Koum reputedly came up with the name WhatsApp because it sounded like ‘what’s up?’

WhatsApp was created by Koum and Acton in 2009 and initially cost $0.99 per year to subscribe. 

Just one week after he decided he wanted to create the app, he incorporated WhatsApp in California. 

WhatsApp’s founders made their position on advertising clear in 2012.

‘Remember, when advertising is involved you the user are the product,’ they said.

‘Advertising isn’t just the disruption of aesthetics, the insults to your intelligence and the interruption of your train of thought.

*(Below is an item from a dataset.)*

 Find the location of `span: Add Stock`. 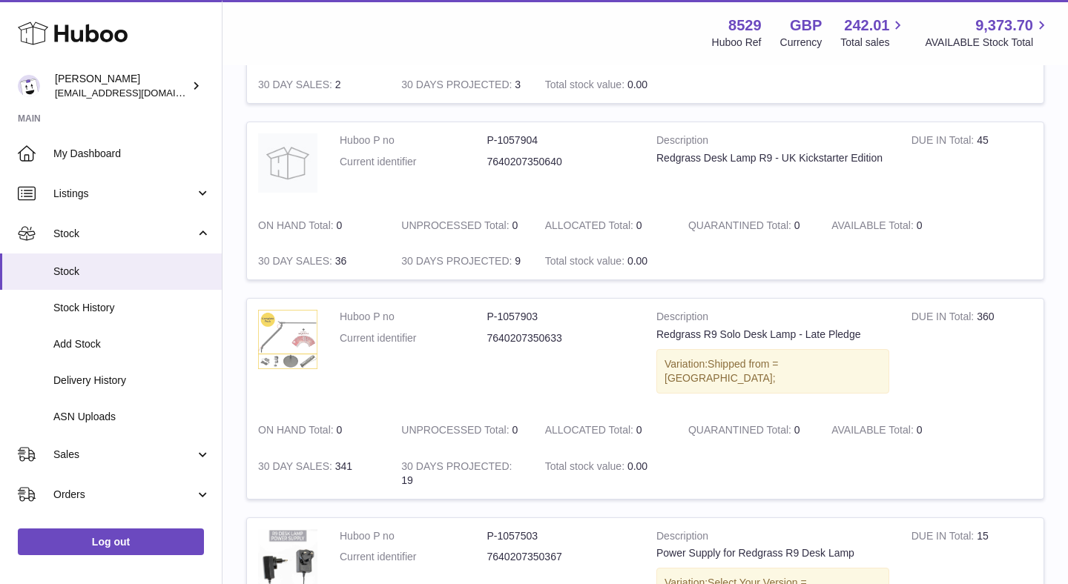

span: Add Stock is located at coordinates (132, 344).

‘When we sat down to start our own thing together three years ago we wanted to make something that wasn’t just another ad clearing house.’ 

WhatsApp which was acquired by Facebook for $19 billion (£11.4 billion) in 2014 – the largest deal in Facebook’s history. 

WhatsApps $0.99 charge to join was scrapped after the acquisition, in 2016, and Facebook has been looking for ways to monetise it since. 

After the acquisition in 2014, Koum reiterated the promise that WhatsApp would never introduce adverts: ‘You can count on absolutely no ads interrupting your communication.

‘There would have been no partnership between our two companies if we had to compromise on the core principles that will always define our company, our vision and our product.’ 

Koum and Acton then changed WhatsApp’s terms of service to explicitly forbid ads on the platform in 2016 – hinting that the issue of monetisation was brought about by Facebook fairly soon after the acquisition.

However, Acton left the company in 2017 and Koum in 2018 after arguments over ads and user data.

‘At the end of the day, I sold my company,’ Acton later told Forbes. ‘I sold my users’ privacy to a larger benefit. I made a choice and a compromise. I live with that every day.’  

Now WhatsApp is one of the biggest mobile messaging apps with 2 billion users globally.  

Acton is now believed to be worth $5.5 billion (£3.9 billion) and works at Signal Foundation, which he founded in 2018.

The aim of the non-profit organisation is ‘to develop open source privacy technology that protects free expression and enables secure global communication’.